Alejandro H. Buschmann is Full Professor at i-mar Research Center (www.i-mar.cl) at the Universidad de Los Lagos, obtaining its Ph.D. at the Pontificia Universidad Católica de Chile. At the present he is also a senior researcher at the Centre for Biotechnology and Bioengineering (www.cebib.cl) and the Marine Agronomy Center (https://mileniomash.cl). With over 150 peer-reviewed papers and book chapters, in aspects of coastal ecology, seaweed aquaculture, focusing on the role on integrated multi-trophic aquaculture (IMTA) towards a sustainable aquaculture development. Due to his scientific achievements, he was eligible as member of the Chilean Academy of Science. In the present he is part of editorial committees of scientific journals like Aquaculture, Aquaculture Environment Interactions, Reviews in Fisheries Science and Aquaculture, Perspective in Phycology, and Associate editor of the Journal of Phycology, Journal of applied Phycology and Algal Research. He was the Director of Research and Graduate School at the Universidad de Los Lagos and head of i-mar research Center. He has been designated in different scientific panels of the Chilean Science Agency as well as in national commissions for graduate program quality certification (CNA).

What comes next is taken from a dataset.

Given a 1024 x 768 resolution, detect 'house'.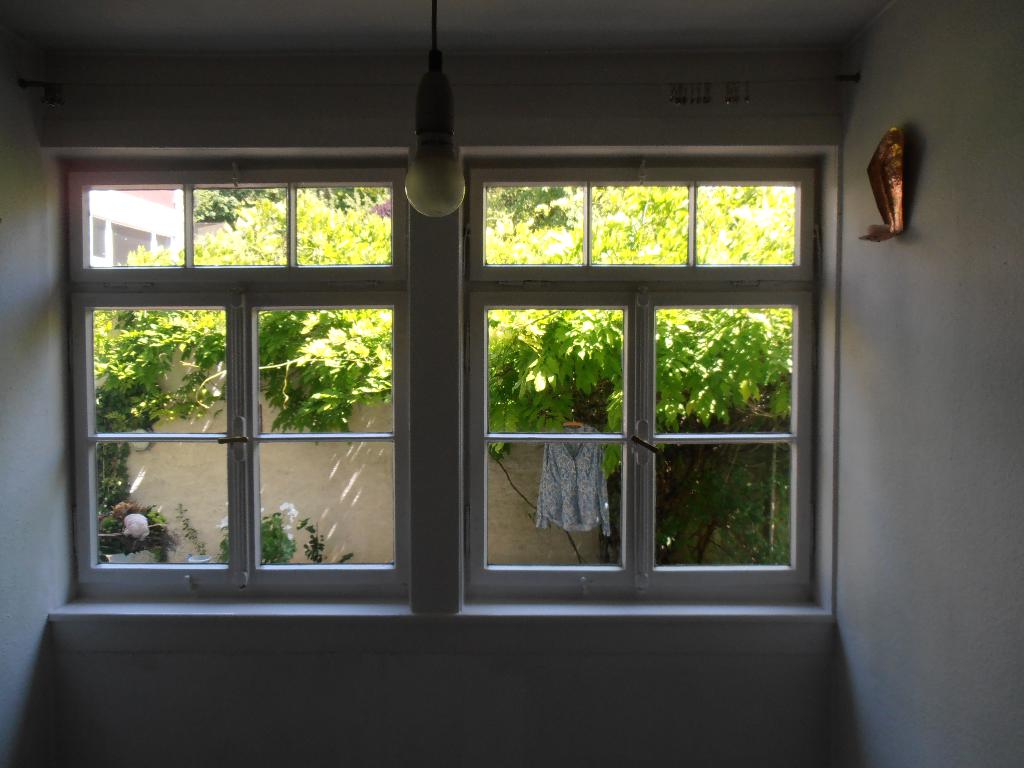
box(0, 0, 1023, 767).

As a scientific consultant, he has been able to support seaweed culture developments with the industry and the promotion of the use sustainable environmental technologies for aquaculture with different world stakeholders.


Company info: 

The i-mar Research Center (https://i-mar.cl) is a research unit of the Universidad de Los Lagos based in the south of Chile. Research on coastal resources including seaweed and environmental sciences towards the conservation of the northern Patagonian coast are the main research topics.


Presentation: 

Seaweed production is undergoing a rapid global expansion at a time of accelerating climate change, hence raising new challenges for producers and the environment. Currently, a relevant proportion of seaweed production goes to human consumption and the polysaccharide industry, supporting the livelihood of millions of small-scale farmers and processors, including women. After 2010, a significant expansion of the global seaweed cultivation industry has been driven by the growing commercial demand for higher value seaweed-derived products, such as cosmetics, pharmaceuticals, including agarose used in clinical trials, biostimulants and biomaterials among other uses opening new market opportunities. On the other hand, seaweed production has several challenges related to their global expansion like the consolidation of new market opportunities, productivity sustainability, installation of proper and global biosecurity standards, and risk management such as diseases and grazing outbreaks, offshore cultivation conditions, eutrophication and climate change. In relation to these challenges, R&D&I and novel global and country level policies are required.